This project aims to overhaul the core writing assignments in ME 354 (Mechanical Behavior of Materials) from the current formulaic mechanical test reports to assignments that force students to think critically about material properties via open-ended design prompts. This will consist of a progressive set of assignments where students will explore a design challenge (e.g. lightweighting an aircraft, repairing or replacing failing infrastructure, creating durable medical implants, etc.) by writing a series of papers exploring sound engineering approaches to their chosen problem.

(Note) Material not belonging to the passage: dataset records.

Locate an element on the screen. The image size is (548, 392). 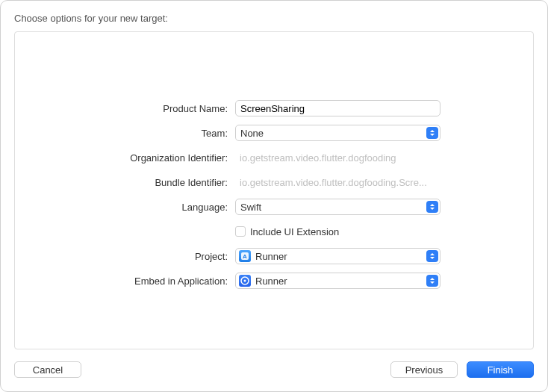
project-label: Project: is located at coordinates (125, 257). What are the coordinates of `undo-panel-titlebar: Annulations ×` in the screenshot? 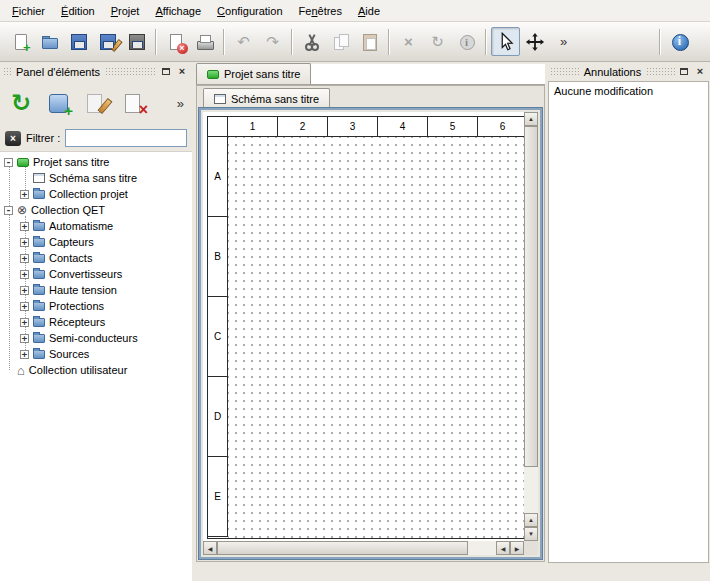 It's located at (628, 72).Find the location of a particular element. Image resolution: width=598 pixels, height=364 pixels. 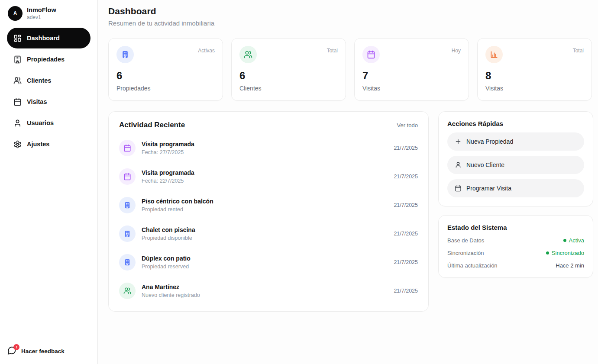

status-label: Sincronización is located at coordinates (466, 253).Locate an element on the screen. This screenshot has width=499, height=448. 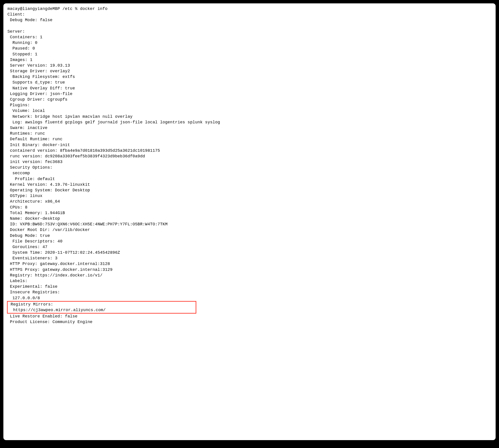
logging-driver: Logging Driver: json-file is located at coordinates (249, 94).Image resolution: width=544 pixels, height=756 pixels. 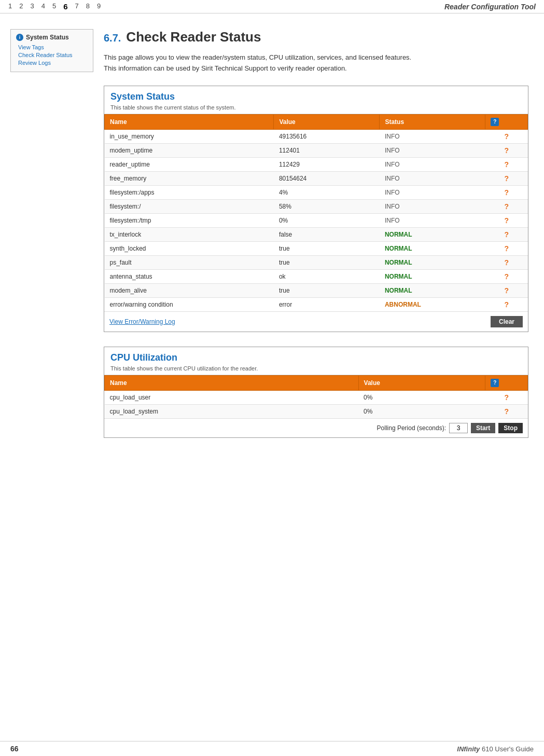 I want to click on table-row: cpu_load_user 0% ?, so click(x=316, y=397).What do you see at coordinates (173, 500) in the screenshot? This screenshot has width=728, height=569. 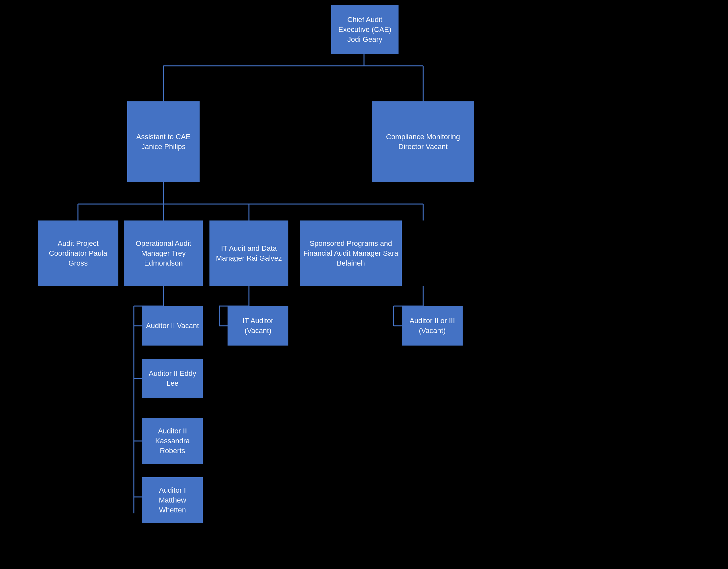 I see `auditor-i-matthew-label: Auditor I Matthew Whetten` at bounding box center [173, 500].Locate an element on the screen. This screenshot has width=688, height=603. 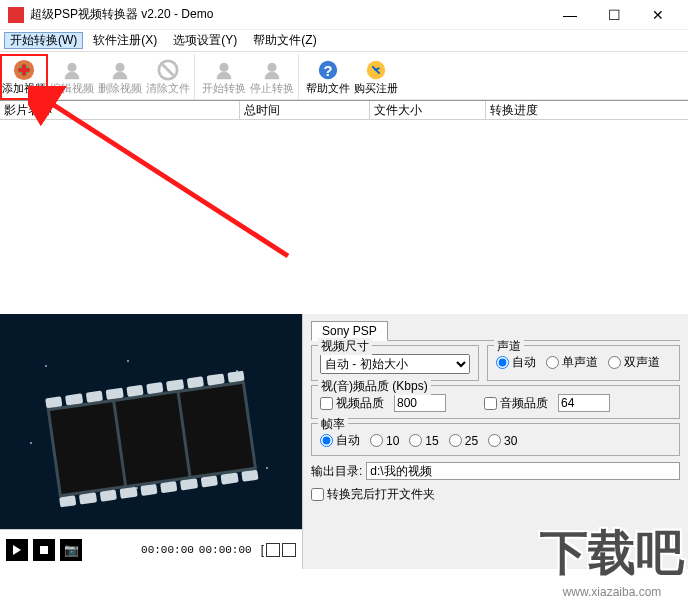
player-controls: 📷 00:00:00 00:00:00 [ is located at coordinates (151, 549).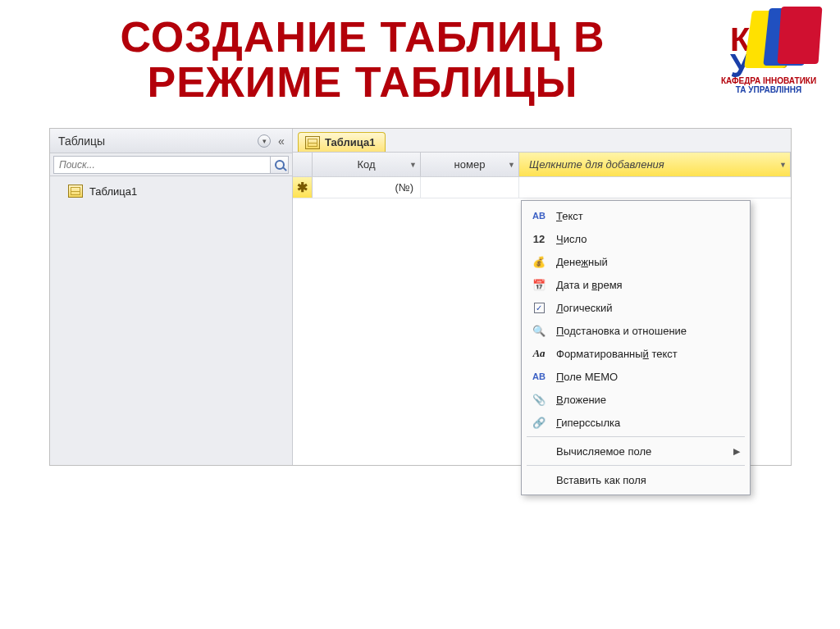 This screenshot has height=629, width=840. What do you see at coordinates (349, 143) in the screenshot?
I see `document-tab-label: Таблица1` at bounding box center [349, 143].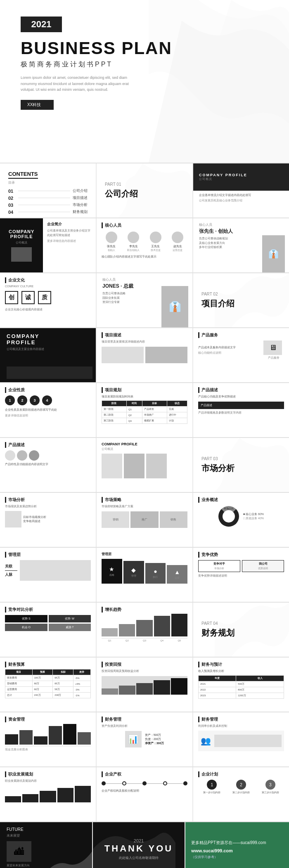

In the process of revising this course, I had to review my learning outcomes for the class and see how the current assignments did and did not achieve those. While I did know the current iteration of the course didn’t help students to meet my learning goals, systematically rethinking the assignment structure and student learning processes was crucial to designing these new materials.
This fellowship has enabled me to fundamentally rethink not only how I teach writing to engineers but also how I use writing in my own work.
There were many concepts that I had not seen in a formal setting and this experience helped me to identify them and recognize how I already used many of them. For example, the notion of writing as a dialogic tool to think critically about a problem, the powerful ways that language (in my case engineering terminology) enables that dialogue but can create exclusionary spaces, and the myriad ways that we express that language in our work were all concepts that I resonated strongly with.
Further, seeing how colleagues think about writing, student engagement, and structuring assignments and evaluation has been fascinating, and I’ve picked up many valuable tricks and tips that I will undoubtedly repurpose in my own classes. This fellowship has been an invaluable experience that will undoubtedly shape both my teaching and my own research work going forward.